As it turns out, giant pandas only digest approximately 17% of the bamboo that they swallow, because their gut does not contain bacteria which are effective in breaking down plant material. Giant panda guts are in fact better suited to a diet of meat, writes Sarah Knapton for The Telegraph.

Panda gut similar to carnivorous bears

Research published in the journal mBio claims that the gut of a giant panda is actually similar to that of a carnivorous animal. Scientists claim that the giant panda in fact struggles to properly digest its food.

There are only 1,600 pandas left in the wild, making the species one of the most endangered on Earth. Study lead author Zhihe Zhang, director of the Chengdu Research Base of Giant Panda Breeding in China, said: “Unlike other plant-eating animals that have successfully evolved, anatomically specialized digestive systems to efficiently deconstruct fibrous plant matter, the giant panda still retains a gastrointestinal tract typical of carnivores.”
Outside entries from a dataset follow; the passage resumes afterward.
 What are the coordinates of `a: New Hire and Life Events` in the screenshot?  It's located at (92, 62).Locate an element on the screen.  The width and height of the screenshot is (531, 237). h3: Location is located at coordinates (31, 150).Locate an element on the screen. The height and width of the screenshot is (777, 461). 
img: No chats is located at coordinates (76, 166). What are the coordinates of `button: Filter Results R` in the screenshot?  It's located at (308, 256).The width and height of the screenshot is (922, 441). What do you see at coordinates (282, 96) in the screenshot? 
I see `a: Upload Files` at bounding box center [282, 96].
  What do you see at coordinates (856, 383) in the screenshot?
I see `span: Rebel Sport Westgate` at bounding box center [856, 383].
Zhang says that the animals “also do not have the genes for plant-digesting enzymes in their own genome. This combined scenario may have increased their risk for extinction.”
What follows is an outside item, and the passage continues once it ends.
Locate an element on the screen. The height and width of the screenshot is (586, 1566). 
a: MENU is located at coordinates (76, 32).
Doctor Xiaoyan Pang, co-author of the study and an associate professor in the School of Life Sciences and Biotechnology at Shanghai Jiao Tong University, said: “This result is unexpected and quite interesting, because it implies the giant panda’s gut microbiota may not have well adapted to its unique diet, and places pandas at an evolutionary dilemma.”
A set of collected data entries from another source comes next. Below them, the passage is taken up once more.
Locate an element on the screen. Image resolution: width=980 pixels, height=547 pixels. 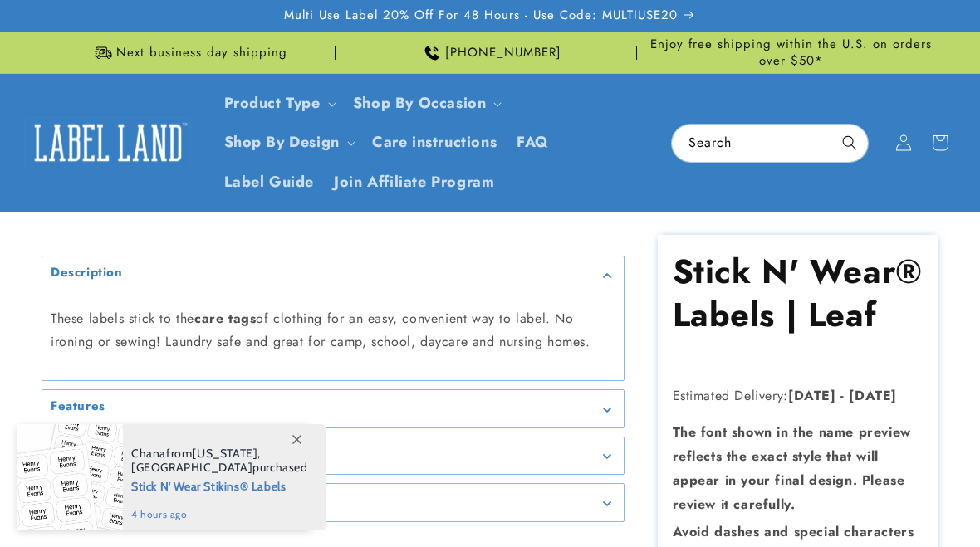
a: Join Affiliate Program is located at coordinates (413, 182).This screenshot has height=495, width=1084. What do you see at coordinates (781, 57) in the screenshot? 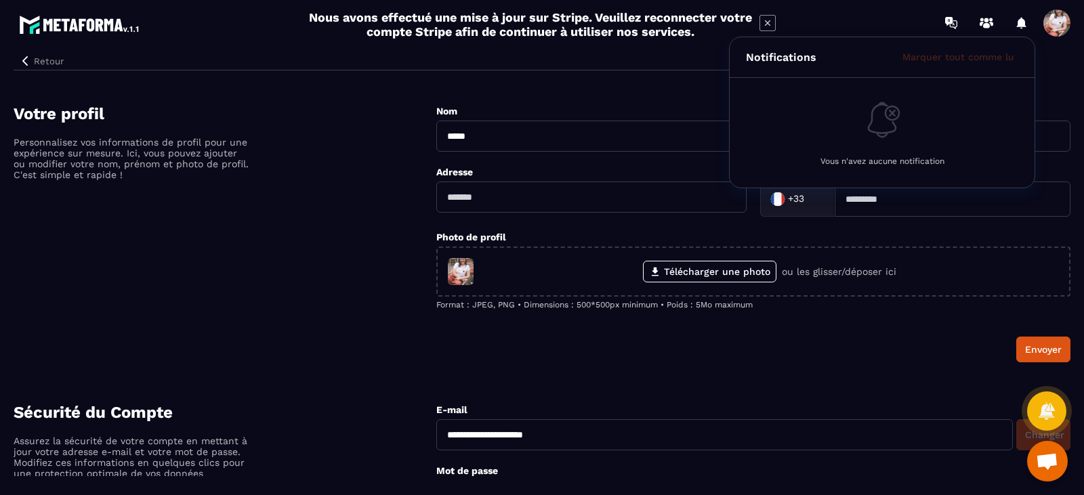
I see `h4: Notifications` at bounding box center [781, 57].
Sequencing shows ill-adapted gut

According to the researchers, giant pandas are evolved from bears that ate a mixed diet, while pandas switched to an exclusive diet of bamboo around 2 million years ago.

Despite the fact that they spend 14 hours a day eating up to 12.5 kilos of bamboo, pandas only digest 17% of that. The majority of material in their stools is in fact undigested bamboo fragments.

In order to evaluate the gut microbiota of pandas, scientists used a lab technique known as 16S rRNA sequencing on 121 fecal samples from 45 giant pandas. Findings showed that the giant pandas had extremely low gut microbiota diversity, and the overall structure of the gut was similar to carnivorous and omnivorous bears.

No evidence was found of plant-degrading bacteria like Ruminococcaceae and Bacteroides which are commonly found in other herbivores. The fact that gut microbiota varied by season could be explained by the lack of bamboo shoots in late autumn, and a follow-up study is being planned.